Just like the bad lyrics of our theme song, the heat really was hot (remember, no AC), the ground was dry (this was August), under a sky (in Nevada) with no clouds. By early afternoon, we pulled into Las Vegas in all its tacky glory.

Into our rationed trunk space we had packed formal attire for a night on the town. We gambled on and in our gowns, saw a show, and hit the road at daybreak. What happened in Vegas really did stay there—not one of us can remember anything else.

And then, hot damn, we headed to a dam called Hoover. Then the coolest of all cool stuff emerged from the sleepy town of Flagstaff, Arizona.

The. Grand. Canyon. Each word as supercharged as the other two. The sum of each syllable was amplified by the phrase in its totality. Just as mountains had blown my sensibilities, the erosive sway of water and the sculpting clout of wind stupefied my soul. We teetered on the edge of awesome as long as we could.

Then, tearing ourselves away, we clopped toward the Painted Desert and Petrified Forest, where our skin really did begin to turn red, like the song says. Only it was from eating lots of chili and hanging appendages out the wide-open windows. 

After three days in the desert fun (or are the lyrics dessert sun?), we crossed a river bed—the Rio Grande—then galloped on I-40 through Gallup, Albuquerque, and Amarillo, and clear across Texas. Ignoring Dallas, we dove headlong into the Deep South and landed in Texarkana, Arkansas. Named by some railroad guy for its proximity to the intersection of Texas, Arkansas, and Louisiana, the combined municipality is unique in name and idiosyncratic ambiance.

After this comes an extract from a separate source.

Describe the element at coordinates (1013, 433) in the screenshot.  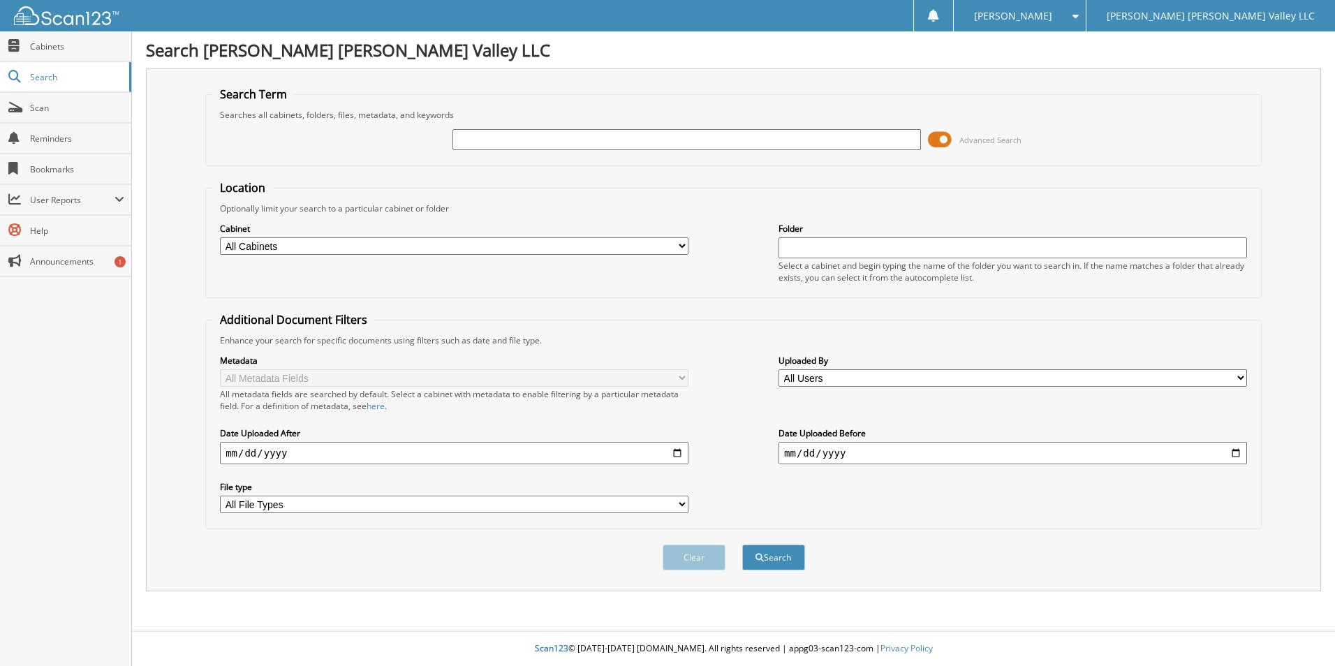
I see `label: Date Uploaded Before` at that location.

For in that quaint city tucked between the Cowhorn and Swampdoodle Creeks, dwelled Maw Maw and Paw Paw. Proper and genteel, they were lovely people who served us the tangiest taste of America of anywhere on our trip. And I’m not talking about the grits and greens at Bryce’s cafeteria. No, after a four-o’clock dinner there, we settled ourselves in for a nice evening in a lace-dollied parlor with Aunt Alice. From Dallas. She was on the loveseat (or was it a settee?) under the west-facing window framed with lace curtains. Maw Maw and Paw Paw sat to my left on either side of a Queen Anne table topped with a fringed lamp. Mary and I shared the sofa (or was it a divan?) across from Alice. Sue to the far right, closed the circle in a jacquard (or was it matelassé?) easy chair. I think we were drinking lemonade. Maybe iced tea. Certainly not mint juleps.

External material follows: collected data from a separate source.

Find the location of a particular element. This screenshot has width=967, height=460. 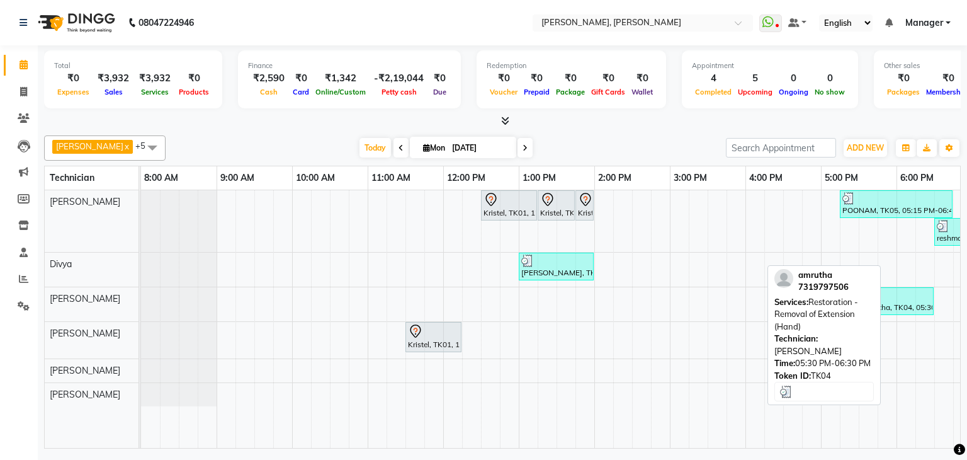

div: TK04 is located at coordinates (824, 376).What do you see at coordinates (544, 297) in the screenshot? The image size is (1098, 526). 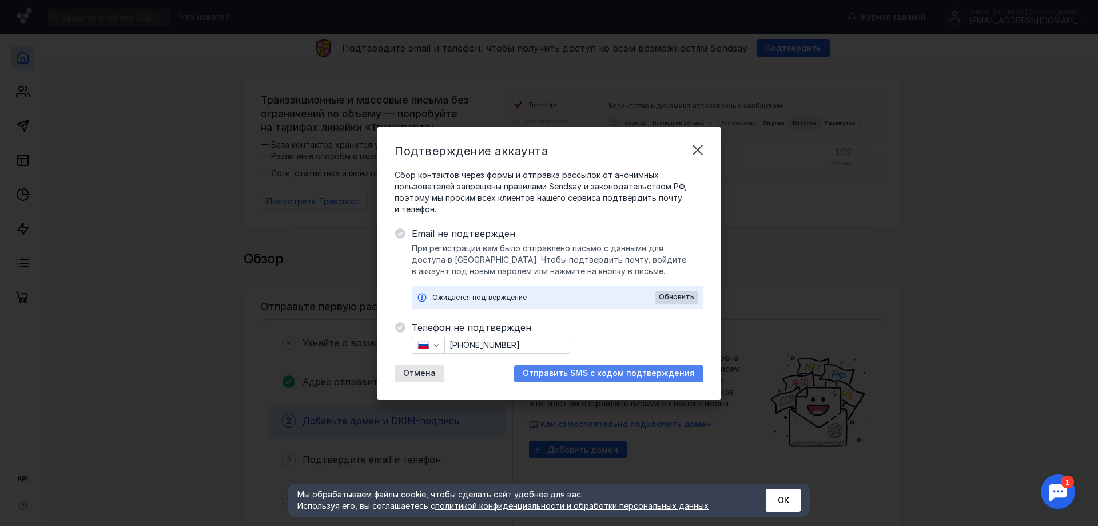 I see `div: Ожидается подтверждение` at bounding box center [544, 297].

The family news that dominated the conversation was that cousin Herman was getting married. To a Catholic, or as Maw Maw said, “a Catlick.”

Maw Maw shook her bespectacled head slowly. It would be difficult enough accepting someone of a different religion into the family, but a Catick! Well, she just didn’t know.

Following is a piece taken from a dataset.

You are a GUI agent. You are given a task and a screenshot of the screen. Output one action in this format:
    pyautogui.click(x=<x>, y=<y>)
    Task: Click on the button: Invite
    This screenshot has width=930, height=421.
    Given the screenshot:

“Maw Maw,” Aunt Alice slyly broke into the staid old woman’s lament. “You have two Catlicks sitting right here in your living room.” Despite her effort to maintain perfect composure, Maw Maw’s jaw dropped and her gaze settled on each of us in turn. “One’s I-talian,” Alice continued, “and the other’s Irish.” Mary and I exchanged sidelong glances and later pulled Sue aside to suggest we leave this stagecoach stop in the morning.

We did. Scrapping our original plan to swelter our way to New Orleans, we opted instead to swing north. Our first stop was Murray, Kentucky, where Sue was born. There we stayed a night with friends of Sue’s family, and then headed to KenTuck Lake on the Tennessee border for the vacation of our vacation.

Created by the Tennessee Valley Authority in 1944, it is the largest artificial lake east of the Mississippi River. Surrounded by lush green trees and refreshing blue waters, we cooled off, water skied, and ate lots of good southern food—thanks again to the hospitality of Sue’s kith and kin. And in another eye-popping taste of the South, the maid laundered our dirty clothes before we swung on home.

Each time we packed the car anew, however, that one argument flickered in the trunk. “Damned boots,” Sue would swear under her breath. I should have left my souvenir behind, I smile now in retrospect, for I gave their wearer the boot a few years later.